You don't need to know the lore of the world Rathe, the weird fantasy setting of Flesh and Blood, to play the game but if you fall in love with a game through its lore the way I do, then you'll be happy to know that Flesh and Blood maintains and nurtures its story. You can read all the short stories released for the game on its official website.

The official website also provides an overview of Rathe's important regions. Unsurprisingly, there's a region of Rathe prone to high magic and mystical wonder, another region that's fallen into gothic horror, there's adventure on the high seas, a steampunk region, and so on. Rathe is a catch-all setting, a lot like Golarion in Pathfinder. It's a big ol' planet, with plenty of room for all the tropes you want out of your fantasy setting. Would I play an RPG set in Rathe? In a heartbeat.
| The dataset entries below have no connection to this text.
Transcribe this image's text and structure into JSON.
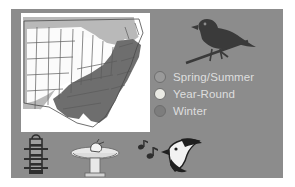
{
  "panel": {
    "background_color": "#8c8c8c",
    "frame_color": "#ffffff"
  },
  "map": {
    "name": "us-range-map",
    "title": "Range Map",
    "ocean_color": "#ffffff",
    "summer_color": "#b3b3b3",
    "yearround_color": "#f0f0f0",
    "winter_color": "#6e6e6e",
    "border_color": "#555555",
    "regions": [
      {
        "label": "Spring/Summer",
        "color": "#b3b3b3"
      },
      {
        "label": "Year-Round",
        "color": "#f0f0f0"
      },
      {
        "label": "Winter",
        "color": "#6e6e6e"
      }
    ]
  },
  "bird": {
    "name": "perched-bird-silhouette",
    "color": "#3a3a3a",
    "branch_color": "#3a3a3a"
  },
  "legend": {
    "items": [
      {
        "label": "Spring/Summer",
        "swatch_color": "#9a9a9a",
        "swatch_name": "legend-swatch-spring-summer"
      },
      {
        "label": "Year-Round",
        "swatch_color": "#eaeae4",
        "swatch_name": "legend-swatch-year-round"
      },
      {
        "label": "Winter",
        "swatch_color": "#7d7d7d",
        "swatch_name": "legend-swatch-winter"
      }
    ],
    "text_color": "#dedede"
  },
  "icons": [
    {
      "name": "tube-feeder-icon",
      "label": "Tube Feeder",
      "color": "#2e2e2e"
    },
    {
      "name": "bird-bath-icon",
      "label": "Bird Bath",
      "color": "#e8e8e8"
    },
    {
      "name": "music-notes-icon",
      "label": "Song",
      "color": "#2e2e2e"
    },
    {
      "name": "singing-bird-icon",
      "label": "Singing Bird",
      "color": "#1f1f1f"
    }
  ]
}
The art of Flesh and Blood is the kind of fantasy art you remember as a kid. I can sit for hours just thumbing through card decks, getting lost in the art. It's like a non-linear comic book. I'd absolutely get prints and hang them on my wall, were I the sort of person to put things on walls.

Buy a Blitz deck

It's a physical card game, so Flesh and Blood of course has lots of different formats you can play. You can ignore most of them, and start with either Armory deck or a Blitz deck.
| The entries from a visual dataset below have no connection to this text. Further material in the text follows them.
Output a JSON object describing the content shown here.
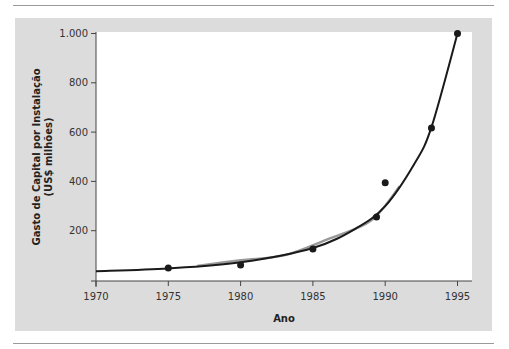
{
  "chart_data": {
    "type": "scatter",
    "title": "",
    "xlabel": "Ano",
    "ylabel_line1": "Gasto de Capital por Instalação",
    "ylabel_line2": "(US$ milhões)",
    "xlim": [
      1970,
      1996
    ],
    "ylim": [
      0,
      1000
    ],
    "x_ticks": [
      1970,
      1975,
      1980,
      1985,
      1990,
      1995
    ],
    "x_tick_labels": [
      "1970",
      "1975",
      "1980",
      "1985",
      "1990",
      "1995"
    ],
    "y_ticks": [
      200,
      400,
      600,
      800,
      1000
    ],
    "y_tick_labels": [
      "200",
      "400",
      "600",
      "800",
      "1.000"
    ],
    "grid": false,
    "legend": null,
    "series": [
      {
        "name": "observed",
        "type": "scatter",
        "color": "#1a1a1a",
        "points": [
          {
            "x": 1975,
            "y": 49
          },
          {
            "x": 1980,
            "y": 61
          },
          {
            "x": 1985,
            "y": 126
          },
          {
            "x": 1989.4,
            "y": 256
          },
          {
            "x": 1990,
            "y": 395
          },
          {
            "x": 1993.2,
            "y": 617
          },
          {
            "x": 1995,
            "y": 1000
          }
        ]
      },
      {
        "name": "exponential-fit",
        "type": "line",
        "color": "#1a1a1a",
        "points": [
          {
            "x": 1970,
            "y": 36
          },
          {
            "x": 1975,
            "y": 47
          },
          {
            "x": 1980,
            "y": 72
          },
          {
            "x": 1985,
            "y": 130
          },
          {
            "x": 1988,
            "y": 210
          },
          {
            "x": 1990,
            "y": 300
          },
          {
            "x": 1992,
            "y": 470
          },
          {
            "x": 1993.2,
            "y": 620
          },
          {
            "x": 1995,
            "y": 1000
          }
        ]
      },
      {
        "name": "smoothed-trend",
        "type": "line",
        "color": "#9a9a9a",
        "points": [
          {
            "x": 1977,
            "y": 57
          },
          {
            "x": 1980,
            "y": 80
          },
          {
            "x": 1983,
            "y": 100
          },
          {
            "x": 1986,
            "y": 165
          },
          {
            "x": 1989,
            "y": 240
          },
          {
            "x": 1991,
            "y": 380
          }
        ]
      }
    ]
  }
}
  • Armory deck: 60 cards and a hero with 40 life points
  • Blitz deck: 40 cards and a hero with 20 life points

I recommend starting with Blitz because it's a fast and exciting format with games that last maybe an hour. It's a great way to learn the game, because you don't get muddled with complex strategies, and when something does go horribly wrong for you it's not a big deal because you die quickly and can just start a new game.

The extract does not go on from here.